Coding and Deep Learning for High-Speed Fiber-Optic Communication Systems
Dr. Christian Häger
Chalmers University of Technology, Sweden
Fiber-optic communication links carry virtually all intercontinental data traffic and are often referred to as the Internet backbone. The first part of this talk is about staircase codes which are error-correcting codes tailored to the specific requirements of fiber-optic systems. In particular, they achieve very high throughputs (100 Gb/s), provide large net coding gains, and have extremely low error floors. We show that, despite their deterministic structure, the asymptotic performance of staircase codes under iterative decoding can be rigorously analyzed using density evolution. This result can be used, for example, to rapidly predict the performance or efficiently optimize code parameters. We also show that the performance of staircase codes can be improved by using a novel anchor-based decoder which addresses the problem of miscorrections on the binary symmetric channel.
The goal of the second part is to illustrate how deep learning can be used to equalize linear and nonlinear channel impairments in fiber-optic systems. In particular, the optical waveform channel is defined by the nonlinear Schrödinger equation. Channel equalization can be performed by numerically solving this equation using the received signal as a boundary condition. This approach is commonly referred to as digital backpropagation. Interestingly, applying the popular split-step Fourier method for this task leads to a computation graph that is mathematically equivalent to a deep neural network. This observation allows us to jointly optimize all linear filtering steps using deep learning. The resulting "learned" digital backpropagation can reduce the complexity by over an order of magnitude compared to conventional implementations of the split-step Fourier method.
Based on joint work with Henry D. Pfister, Alexandre Graell i Amat, Fredrik Brännström, and Erik Agrell. Preprints available at:
Christian Häger received the Dipl.-Ing. degree in electrical engineering from Ulm University, Germany, in 2011 and the Ph.D. degree in communication engineering from Chalmers University of Technology, Sweden, in 2016. Since August 2016, he is a postdoctoral researcher at the Department of Electrical and Computer Engineering at Duke University, USA, and, since April 2017, also at the Department of Electrical Engineering at Chalmers University of Technology. Currently, he works with Prof. Henry D. Pfister (Duke University) and Prof. Alexandre Graell i Amat (Chalmers University) on modern coding theory and machine learning for high-speed fiber-optic communication systems. In 2017, he received the Marie Skłodowska-Curie Individual Fellowship from the European Commission.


**INSTRUCTIONS TO FOLLOW:** The reply should contain each record below, returned exactly as given.

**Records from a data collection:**
★ ★ ★ ★ ★

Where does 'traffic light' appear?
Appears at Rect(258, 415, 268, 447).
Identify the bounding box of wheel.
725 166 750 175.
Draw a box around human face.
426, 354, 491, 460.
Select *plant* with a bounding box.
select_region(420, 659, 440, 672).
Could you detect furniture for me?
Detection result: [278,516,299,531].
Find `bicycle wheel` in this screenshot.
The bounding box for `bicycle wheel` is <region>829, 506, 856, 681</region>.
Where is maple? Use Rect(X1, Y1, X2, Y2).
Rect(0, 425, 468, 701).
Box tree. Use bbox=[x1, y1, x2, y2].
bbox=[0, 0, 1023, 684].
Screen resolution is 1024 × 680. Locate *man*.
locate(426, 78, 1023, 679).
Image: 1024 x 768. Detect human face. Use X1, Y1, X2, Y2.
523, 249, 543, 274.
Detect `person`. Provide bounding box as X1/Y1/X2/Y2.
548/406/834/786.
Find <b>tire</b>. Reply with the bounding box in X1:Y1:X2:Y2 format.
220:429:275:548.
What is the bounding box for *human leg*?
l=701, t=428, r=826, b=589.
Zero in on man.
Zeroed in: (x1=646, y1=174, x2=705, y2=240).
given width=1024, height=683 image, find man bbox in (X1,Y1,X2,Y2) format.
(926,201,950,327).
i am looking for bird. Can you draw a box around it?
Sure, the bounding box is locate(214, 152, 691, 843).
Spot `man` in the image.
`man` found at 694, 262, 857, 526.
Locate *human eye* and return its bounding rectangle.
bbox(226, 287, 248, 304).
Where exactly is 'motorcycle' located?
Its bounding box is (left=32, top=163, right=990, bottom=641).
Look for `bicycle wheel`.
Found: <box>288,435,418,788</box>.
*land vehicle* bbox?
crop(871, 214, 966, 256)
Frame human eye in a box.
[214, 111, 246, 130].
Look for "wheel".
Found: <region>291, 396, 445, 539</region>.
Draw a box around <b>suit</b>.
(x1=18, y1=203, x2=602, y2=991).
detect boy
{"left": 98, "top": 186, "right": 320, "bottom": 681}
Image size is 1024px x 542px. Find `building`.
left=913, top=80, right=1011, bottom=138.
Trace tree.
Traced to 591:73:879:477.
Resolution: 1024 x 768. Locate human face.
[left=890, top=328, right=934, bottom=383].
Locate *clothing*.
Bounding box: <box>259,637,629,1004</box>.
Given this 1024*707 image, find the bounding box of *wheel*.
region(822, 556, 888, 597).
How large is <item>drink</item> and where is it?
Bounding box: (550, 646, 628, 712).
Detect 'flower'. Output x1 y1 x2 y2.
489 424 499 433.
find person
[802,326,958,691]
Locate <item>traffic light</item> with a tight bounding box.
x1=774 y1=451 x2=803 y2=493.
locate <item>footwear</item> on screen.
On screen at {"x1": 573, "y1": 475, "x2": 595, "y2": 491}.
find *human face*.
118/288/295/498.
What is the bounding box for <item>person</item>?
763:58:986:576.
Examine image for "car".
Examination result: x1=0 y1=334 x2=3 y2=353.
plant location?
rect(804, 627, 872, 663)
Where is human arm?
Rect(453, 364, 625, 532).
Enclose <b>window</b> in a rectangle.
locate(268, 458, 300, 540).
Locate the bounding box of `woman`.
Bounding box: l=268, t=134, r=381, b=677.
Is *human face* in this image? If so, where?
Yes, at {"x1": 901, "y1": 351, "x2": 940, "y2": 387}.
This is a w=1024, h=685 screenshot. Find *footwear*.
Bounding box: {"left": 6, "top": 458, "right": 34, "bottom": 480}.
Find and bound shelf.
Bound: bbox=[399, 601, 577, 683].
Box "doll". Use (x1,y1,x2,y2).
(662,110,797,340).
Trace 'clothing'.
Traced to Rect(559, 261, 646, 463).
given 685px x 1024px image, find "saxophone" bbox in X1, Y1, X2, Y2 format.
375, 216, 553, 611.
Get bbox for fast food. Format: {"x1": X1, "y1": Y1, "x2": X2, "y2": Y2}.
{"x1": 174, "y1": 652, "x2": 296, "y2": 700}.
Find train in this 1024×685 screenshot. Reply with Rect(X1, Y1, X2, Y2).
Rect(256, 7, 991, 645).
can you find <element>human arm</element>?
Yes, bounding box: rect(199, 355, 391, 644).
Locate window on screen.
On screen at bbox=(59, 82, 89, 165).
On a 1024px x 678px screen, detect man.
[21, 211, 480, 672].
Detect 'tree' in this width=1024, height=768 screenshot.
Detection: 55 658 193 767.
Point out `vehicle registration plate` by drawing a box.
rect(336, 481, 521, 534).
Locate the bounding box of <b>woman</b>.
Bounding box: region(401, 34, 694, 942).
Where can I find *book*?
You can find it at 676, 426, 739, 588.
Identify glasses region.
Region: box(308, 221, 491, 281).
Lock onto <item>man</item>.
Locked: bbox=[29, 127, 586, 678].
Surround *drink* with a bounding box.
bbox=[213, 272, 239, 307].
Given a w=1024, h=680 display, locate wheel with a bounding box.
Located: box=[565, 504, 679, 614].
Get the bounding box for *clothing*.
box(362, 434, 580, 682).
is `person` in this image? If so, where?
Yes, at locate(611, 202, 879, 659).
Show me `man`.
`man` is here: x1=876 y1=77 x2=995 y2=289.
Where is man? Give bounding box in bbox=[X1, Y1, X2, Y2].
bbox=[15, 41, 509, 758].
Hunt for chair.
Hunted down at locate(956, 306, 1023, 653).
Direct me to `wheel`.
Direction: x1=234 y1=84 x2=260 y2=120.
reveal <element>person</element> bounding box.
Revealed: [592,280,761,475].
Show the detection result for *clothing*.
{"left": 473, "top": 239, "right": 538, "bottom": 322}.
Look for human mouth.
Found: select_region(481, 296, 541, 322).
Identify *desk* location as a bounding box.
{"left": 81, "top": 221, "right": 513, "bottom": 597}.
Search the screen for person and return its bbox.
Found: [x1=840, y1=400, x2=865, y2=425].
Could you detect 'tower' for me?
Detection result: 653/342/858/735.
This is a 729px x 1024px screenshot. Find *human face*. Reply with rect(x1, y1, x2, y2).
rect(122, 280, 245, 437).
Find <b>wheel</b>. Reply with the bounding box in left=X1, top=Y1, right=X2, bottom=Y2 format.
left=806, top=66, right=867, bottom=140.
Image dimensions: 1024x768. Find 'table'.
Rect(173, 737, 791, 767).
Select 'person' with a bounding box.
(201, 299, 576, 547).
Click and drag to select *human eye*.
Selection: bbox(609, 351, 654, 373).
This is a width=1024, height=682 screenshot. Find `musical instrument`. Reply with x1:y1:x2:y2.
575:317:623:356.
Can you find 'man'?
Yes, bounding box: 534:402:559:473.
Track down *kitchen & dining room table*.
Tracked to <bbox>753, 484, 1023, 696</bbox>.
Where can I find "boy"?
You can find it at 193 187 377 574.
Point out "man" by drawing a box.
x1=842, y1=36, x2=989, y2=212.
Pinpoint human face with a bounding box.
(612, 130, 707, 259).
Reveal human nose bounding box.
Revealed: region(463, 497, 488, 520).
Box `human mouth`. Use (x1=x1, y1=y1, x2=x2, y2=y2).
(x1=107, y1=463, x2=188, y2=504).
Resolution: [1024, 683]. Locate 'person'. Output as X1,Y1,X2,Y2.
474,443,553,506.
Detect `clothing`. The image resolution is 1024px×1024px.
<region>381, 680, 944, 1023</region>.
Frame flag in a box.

★ ★ ★ ★ ★

**WRITTEN ANSWER:**
Where does 'traffic light' appear?
Appears at Rect(258, 415, 268, 447).
Identify the bounding box of wheel.
725 166 750 175.
Draw a box around human face.
426, 354, 491, 460.
Select *plant* with a bounding box.
select_region(420, 659, 440, 672).
Could you detect furniture for me?
Detection result: [278,516,299,531].
Find `bicycle wheel` in this screenshot.
The bounding box for `bicycle wheel` is <region>829, 506, 856, 681</region>.
Where is maple? Use Rect(X1, Y1, X2, Y2).
Rect(0, 425, 468, 701).
Box tree. Use bbox=[x1, y1, x2, y2].
bbox=[0, 0, 1023, 684].
Screen resolution is 1024 × 680. Locate *man*.
locate(426, 78, 1023, 679).
Image: 1024 x 768. Detect human face. Use X1, Y1, X2, Y2.
523, 249, 543, 274.
Detect `person`. Provide bounding box as X1/Y1/X2/Y2.
548/406/834/786.
Find <b>tire</b>. Reply with the bounding box in X1:Y1:X2:Y2 format.
220:429:275:548.
What is the bounding box for *human leg*?
l=701, t=428, r=826, b=589.
Zero in on man.
Zeroed in: (x1=646, y1=174, x2=705, y2=240).
given width=1024, height=683 image, find man bbox in (X1,Y1,X2,Y2) format.
(926,201,950,327).
i am looking for bird. Can you draw a box around it?
Sure, the bounding box is locate(214, 152, 691, 843).
Spot `man` in the image.
`man` found at 694, 262, 857, 526.
Locate *human eye* and return its bounding rectangle.
bbox(226, 287, 248, 304).
Where exactly is 'motorcycle' located?
Its bounding box is (left=32, top=163, right=990, bottom=641).
Look for `bicycle wheel`.
Found: <box>288,435,418,788</box>.
*land vehicle* bbox?
crop(871, 214, 966, 256)
Frame human eye in a box.
[214, 111, 246, 130].
Look for "wheel".
Found: <region>291, 396, 445, 539</region>.
Draw a box around <b>suit</b>.
(x1=18, y1=203, x2=602, y2=991).
detect boy
{"left": 98, "top": 186, "right": 320, "bottom": 681}
Image size is 1024px x 542px. Find `building`.
left=913, top=80, right=1011, bottom=138.
Trace tree.
Traced to 591:73:879:477.
Resolution: 1024 x 768. Locate human face.
[left=890, top=328, right=934, bottom=383].
Locate *clothing*.
Bounding box: <box>259,637,629,1004</box>.
Given this 1024*707 image, find the bounding box of *wheel*.
region(822, 556, 888, 597).
How large is <item>drink</item> and where is it?
Bounding box: (550, 646, 628, 712).
Detect 'flower'. Output x1 y1 x2 y2.
489 424 499 433.
find person
[802,326,958,691]
Locate <item>traffic light</item> with a tight bounding box.
x1=774 y1=451 x2=803 y2=493.
locate <item>footwear</item> on screen.
On screen at {"x1": 573, "y1": 475, "x2": 595, "y2": 491}.
find *human face*.
118/288/295/498.
What is the bounding box for <item>person</item>?
763:58:986:576.
Examine image for "car".
Examination result: x1=0 y1=334 x2=3 y2=353.
plant location?
rect(804, 627, 872, 663)
Where is human arm?
Rect(453, 364, 625, 532).
Enclose <b>window</b> in a rectangle.
locate(268, 458, 300, 540).
Locate the bounding box of `woman`.
Bounding box: l=268, t=134, r=381, b=677.
Is *human face* in this image? If so, where?
Yes, at {"x1": 901, "y1": 351, "x2": 940, "y2": 387}.
This is a w=1024, h=685 screenshot. Find *footwear*.
Bounding box: {"left": 6, "top": 458, "right": 34, "bottom": 480}.
Find and bound shelf.
Bound: bbox=[399, 601, 577, 683].
Box "doll". Use (x1,y1,x2,y2).
(662,110,797,340).
Trace 'clothing'.
Traced to Rect(559, 261, 646, 463).
given 685px x 1024px image, find "saxophone" bbox in X1, Y1, X2, Y2 format.
375, 216, 553, 611.
Get bbox for fast food. Format: {"x1": X1, "y1": Y1, "x2": X2, "y2": Y2}.
{"x1": 174, "y1": 652, "x2": 296, "y2": 700}.
Find train in this 1024×685 screenshot. Reply with Rect(X1, Y1, X2, Y2).
Rect(256, 7, 991, 645).
can you find <element>human arm</element>?
Yes, bounding box: rect(199, 355, 391, 644).
Locate window on screen.
On screen at bbox=(59, 82, 89, 165).
On a 1024px x 678px screen, detect man.
[21, 211, 480, 672].
Detect 'tree' in this width=1024, height=768 screenshot.
Detection: 55 658 193 767.
Point out `vehicle registration plate` by drawing a box.
rect(336, 481, 521, 534).
Locate the bounding box of <b>woman</b>.
Bounding box: region(401, 34, 694, 942).
Where can I find *book*?
You can find it at 676, 426, 739, 588.
Identify glasses region.
Region: box(308, 221, 491, 281).
Lock onto <item>man</item>.
Locked: bbox=[29, 127, 586, 678].
Surround *drink* with a bounding box.
bbox=[213, 272, 239, 307].
Given a w=1024, h=680 display, locate wheel with a bounding box.
Located: box=[565, 504, 679, 614].
Get the bounding box for *clothing*.
box(362, 434, 580, 682).
is `person` in this image? If so, where?
Yes, at locate(611, 202, 879, 659).
Show me `man`.
`man` is here: x1=876 y1=77 x2=995 y2=289.
Where is man? Give bounding box in bbox=[X1, Y1, X2, Y2].
bbox=[15, 41, 509, 758].
Hunt for chair.
Hunted down at locate(956, 306, 1023, 653).
Direct me to `wheel`.
Direction: x1=234 y1=84 x2=260 y2=120.
reveal <element>person</element> bounding box.
Revealed: [592,280,761,475].
Show the detection result for *clothing*.
{"left": 473, "top": 239, "right": 538, "bottom": 322}.
Look for human mouth.
Found: select_region(481, 296, 541, 322).
Identify *desk* location as a bounding box.
{"left": 81, "top": 221, "right": 513, "bottom": 597}.
Search the screen for person and return its bbox.
Found: [x1=840, y1=400, x2=865, y2=425].
Could you detect 'tower' for me?
Detection result: 653/342/858/735.
This is a 729px x 1024px screenshot. Find *human face*. Reply with rect(x1, y1, x2, y2).
rect(122, 280, 245, 437).
Find <b>wheel</b>. Reply with the bounding box in left=X1, top=Y1, right=X2, bottom=Y2 format.
left=806, top=66, right=867, bottom=140.
Image dimensions: 1024x768. Find 'table'.
Rect(173, 737, 791, 767).
Select 'person' with a bounding box.
(201, 299, 576, 547).
Click and drag to select *human eye*.
Selection: bbox(609, 351, 654, 373).
This is a width=1024, height=682 screenshot. Find `musical instrument`. Reply with x1:y1:x2:y2.
575:317:623:356.
Can you find 'man'?
Yes, bounding box: 534:402:559:473.
Track down *kitchen & dining room table*.
Tracked to <bbox>753, 484, 1023, 696</bbox>.
Where can I find "boy"?
You can find it at 193 187 377 574.
Point out "man" by drawing a box.
x1=842, y1=36, x2=989, y2=212.
Pinpoint human face with a bounding box.
(612, 130, 707, 259).
Reveal human nose bounding box.
Revealed: region(463, 497, 488, 520).
Box `human mouth`. Use (x1=x1, y1=y1, x2=x2, y2=y2).
(x1=107, y1=463, x2=188, y2=504).
Resolution: [1024, 683]. Locate 'person'. Output as X1,Y1,X2,Y2.
474,443,553,506.
Detect `clothing`. The image resolution is 1024px×1024px.
<region>381, 680, 944, 1023</region>.
Frame flag in a box.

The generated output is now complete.